By Rich Lowry
Friday, January 20, 2012
Stephanie Cutter, an adviser to the Obama reelection campaign, wrote a scathing memo the other day about Mitt Romney’s experience at Bain Capital, subtitled “Profit at Any Cost.”
Cutter sounded like a sworn enemy of private equity. Except a few years ago, she was a spokeswoman for J.C. Flowers, a private-equity firm. Why do work for J.C. Flowers when there are so many other worthy ventures needing communications help that don’t make insane amounts of money and pay incredibly well?
Presumably Cutter wanted to be as well compensated as possible, by J.C. Flowers and the “several Fortune 500 companies” her communications firm served, according to her bio. This is utterly unremarkable but for the fact that she is part of an Obama team that argues there is something inherently wrong with income inequality. In his signature Osawatomie, Kan., speech, President Barack Obama asserted that rising inequality hampers those at the bottom. If that’s so, shouldn’t the people around him endeavor to keep from adding to the injustice by making too much money?
But none of them goes out and gets poor. Very few of them, it seems, even go out and get middle-class. They get rich. Many of them climb right into the 1 percent. Obama economic adviser Alan Krueger gave a speech recently lamenting the shrinking middle class, without mentioning that the reason for its diminishment is that so many people have risen all the way out of the middle. By Krueger’s (perverse) standard, major Obama officials have heedlessly contributed to the destruction of the American middle class by earning too much.
Consider only the chiefs of staff. President Obama’s new chief of staff, Jacob Lew, made $1.1 million in one year working for Citigroup. His prior chief of staff, William Daley, made $8.7 million in roughly one year working for JPMorgan Chase. His original chief of staff, Rahm Emanuel, made $16 million working for an investment firm. Judging by this record, President Obama only feels comfortable entrusting his affairs to men who have earned outrageous paydays.
The Obama 1 percenters abound. President Obama’s first national economic director, Larry Summers, earned $600,000 as president of Harvard, then went to a hedge fund where he made $5 million in one year, before joining the administration. His first budget director, Peter Orszag, left to make $2 million to $3 million a year at Citigroup. His current national-security adviser, Tom Donilon, got $7 million from his work at Fannie Mae from 2000 to 2003.
Certainly Obama’s top aides don’t have to make millions in finance, but they’d almost have to go out of their way not to get rich. In the aggregate, they are smart, highly educated, and hard-working. They tend to marry people with the same characteristics. They have relatively stable families. They have success — indeed, the 1 percent — written all over them. They probably would be scandalized to work at a private-sector job paying “only” $50,000, the median household income in the U.S.
In a report that has the tone of a revelation about it, the New York Times discovered that the 1 percent is a “varied group, one that includes podiatrists and actuaries, executives and entrepreneurs, the self-made and the silver spoon set.” By one estimate, the 1 percent starts at households making $380,000 a year. That means in 2005, Michelle Obama alone was almost making enough to hoist the Obama household into the dreaded 1 percent with her $316,962 job at the University of Chicago Hospital.
Is it too much to ask that one high-profile Obama official leave government and refuse to make more than $70,000 a year out of solidarity with the middle class and commitment to income equality? Of course it is. Just as the definition of a recession is when someone else loses a job, greed is when someone else makes a lot of money. For anyone hoping to get to the top, the collective message of current and former Obama officials should be clear: Do as they do, not as they say.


#### Work to be completed
A complete answer includes every line below with the word "column".

#### Records for this task
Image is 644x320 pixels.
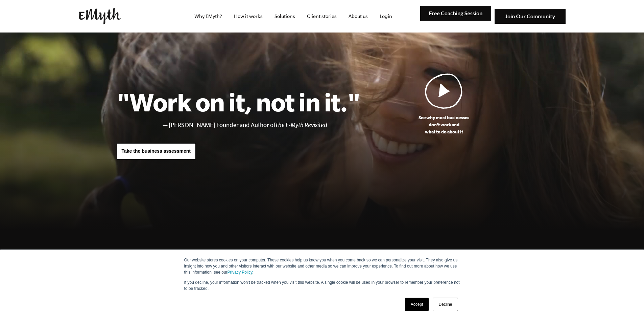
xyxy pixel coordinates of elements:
a: Privacy Policy [228,270,253,274]
img: EMyth [79,8,120,25]
a: Decline [433,297,458,311]
a: Take the business assessment [117,143,196,159]
img: Free Coaching Session [421,6,492,21]
p: See why most businesses don't work and what to do about it [361,114,528,135]
span: Take the business assessment [122,148,191,154]
h1: "Work on it, not in it." [117,87,361,117]
img: Join Our Community [495,8,566,24]
i: The E-Myth Revisited [275,121,328,128]
a: See why most businessesdon't work andwhat to do about it [361,73,528,135]
img: Play Video [425,73,463,109]
li: [PERSON_NAME] Founder and Author of [169,120,361,130]
a: Accept [405,297,429,311]
p: Our website stores cookies on your computer. These cookies help us know you when you come back so... [185,257,460,275]
p: If you decline, your information won’t be tracked when you visit this website. A single cookie wi... [185,279,460,291]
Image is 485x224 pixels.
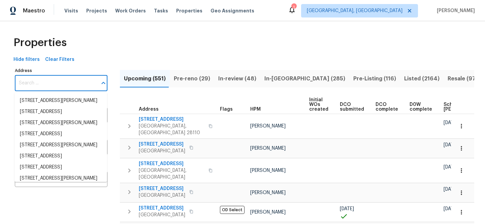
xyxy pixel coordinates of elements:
[14,117,107,129] li: [STREET_ADDRESS][PERSON_NAME]
[250,124,285,129] span: [PERSON_NAME]
[404,74,439,83] span: Listed (2164)
[443,143,457,147] span: [DATE]
[45,56,74,64] span: Clear Filters
[139,116,204,123] span: [STREET_ADDRESS]
[309,98,328,112] span: Initial WOs created
[139,167,204,181] span: [GEOGRAPHIC_DATA], [GEOGRAPHIC_DATA]
[139,107,159,112] span: Address
[353,74,396,83] span: Pre-Listing (116)
[99,78,108,88] button: Close
[139,192,185,199] span: [GEOGRAPHIC_DATA]
[443,165,457,170] span: [DATE]
[14,162,107,173] li: [STREET_ADDRESS]
[14,151,107,162] li: [STREET_ADDRESS]
[447,74,481,83] span: Resale (979)
[340,102,364,112] span: DCO submitted
[210,7,254,14] span: Geo Assignments
[11,54,42,66] button: Hide filters
[139,212,185,218] span: [GEOGRAPHIC_DATA]
[176,7,202,14] span: Properties
[443,102,481,112] span: Scheduled [PERSON_NAME]
[139,205,185,212] span: [STREET_ADDRESS]
[42,54,77,66] button: Clear Filters
[14,106,107,117] li: [STREET_ADDRESS]
[340,207,354,211] span: [DATE]
[139,185,185,192] span: [STREET_ADDRESS]
[250,190,285,195] span: [PERSON_NAME]
[375,102,398,112] span: DCO complete
[250,107,260,112] span: HPM
[434,7,475,14] span: [PERSON_NAME]
[139,141,185,148] span: [STREET_ADDRESS]
[250,168,285,173] span: [PERSON_NAME]
[13,56,40,64] span: Hide filters
[14,173,107,191] li: [STREET_ADDRESS][PERSON_NAME][PERSON_NAME]
[250,146,285,151] span: [PERSON_NAME]
[443,187,457,192] span: [DATE]
[124,74,166,83] span: Upcoming (551)
[86,7,107,14] span: Projects
[139,148,185,154] span: [GEOGRAPHIC_DATA]
[14,129,107,140] li: [STREET_ADDRESS]
[15,69,107,73] label: Address
[139,123,204,136] span: [GEOGRAPHIC_DATA], [GEOGRAPHIC_DATA] 28110
[139,161,204,167] span: [STREET_ADDRESS]
[443,207,457,211] span: [DATE]
[13,39,67,46] span: Properties
[220,107,233,112] span: Flags
[291,4,296,11] div: 1
[307,7,402,14] span: [GEOGRAPHIC_DATA], [GEOGRAPHIC_DATA]
[218,74,256,83] span: In-review (48)
[64,7,78,14] span: Visits
[443,120,457,125] span: [DATE]
[174,74,210,83] span: Pre-reno (29)
[15,75,97,91] input: Search ...
[220,206,244,214] span: OD Select
[154,8,168,13] span: Tasks
[14,140,107,151] li: [STREET_ADDRESS][PERSON_NAME]
[264,74,345,83] span: In-[GEOGRAPHIC_DATA] (285)
[115,7,146,14] span: Work Orders
[14,95,107,106] li: [STREET_ADDRESS][PERSON_NAME]
[250,210,285,215] span: [PERSON_NAME]
[23,7,45,14] span: Maestro
[409,102,432,112] span: D0W complete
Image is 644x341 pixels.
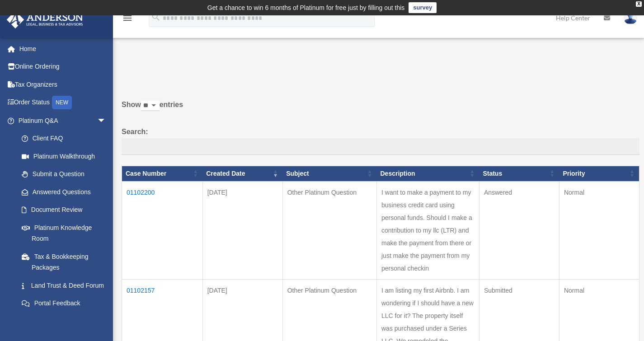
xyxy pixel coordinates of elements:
th: Subject: activate to sort column ascending [283,166,376,181]
div: NEW [52,96,72,109]
a: Tax & Bookkeeping Packages [13,248,115,277]
th: Description: activate to sort column ascending [377,166,479,181]
a: Platinum Q&Aarrow_drop_down [6,112,115,129]
a: Answered Questions [13,183,111,201]
div: Get a chance to win 6 months of Platinum for free just by filling out this [207,2,405,13]
th: Case Number: activate to sort column ascending [122,166,203,181]
label: Show entries [122,99,640,120]
td: 01102200 [122,181,203,279]
span: arrow_drop_down [97,112,115,130]
td: [DATE] [203,181,283,279]
input: Search: [122,138,640,155]
a: menu [122,16,133,24]
a: Order StatusNEW [6,93,120,112]
i: menu [122,13,133,24]
a: Document Review [13,201,115,219]
td: Answered [479,181,559,279]
td: Normal [559,181,639,279]
a: Land Trust & Deed Forum [13,277,115,294]
div: close [636,1,642,7]
img: Anderson Advisors Platinum Portal [4,11,86,28]
a: Portal Feedback [13,294,115,313]
a: Online Ordering [6,58,120,76]
i: search [151,12,161,22]
a: survey [409,2,437,13]
a: Submit a Question [13,165,115,183]
td: I want to make a payment to my business credit card using personal funds. Should I make a contrib... [377,181,479,279]
td: Other Platinum Question [283,181,376,279]
th: Status: activate to sort column ascending [479,166,559,181]
label: Search: [122,126,640,155]
a: Platinum Walkthrough [13,147,115,165]
img: User Pic [624,11,637,25]
a: Tax Organizers [6,76,120,93]
a: Home [6,40,120,58]
a: Client FAQ [13,129,115,148]
select: Showentries [141,101,159,111]
a: Platinum Knowledge Room [13,218,115,248]
th: Created Date: activate to sort column ascending [203,166,283,181]
th: Priority: activate to sort column ascending [559,166,639,181]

#### Exercise response
th: Subject: activate to sort column ascending [283,166,376,181]
th: Description: activate to sort column ascending [377,166,479,181]
th: Case Number: activate to sort column ascending [122,166,203,181]
th: Status: activate to sort column ascending [479,166,559,181]
th: Created Date: activate to sort column ascending [203,166,283,181]
th: Priority: activate to sort column ascending [559,166,639,181]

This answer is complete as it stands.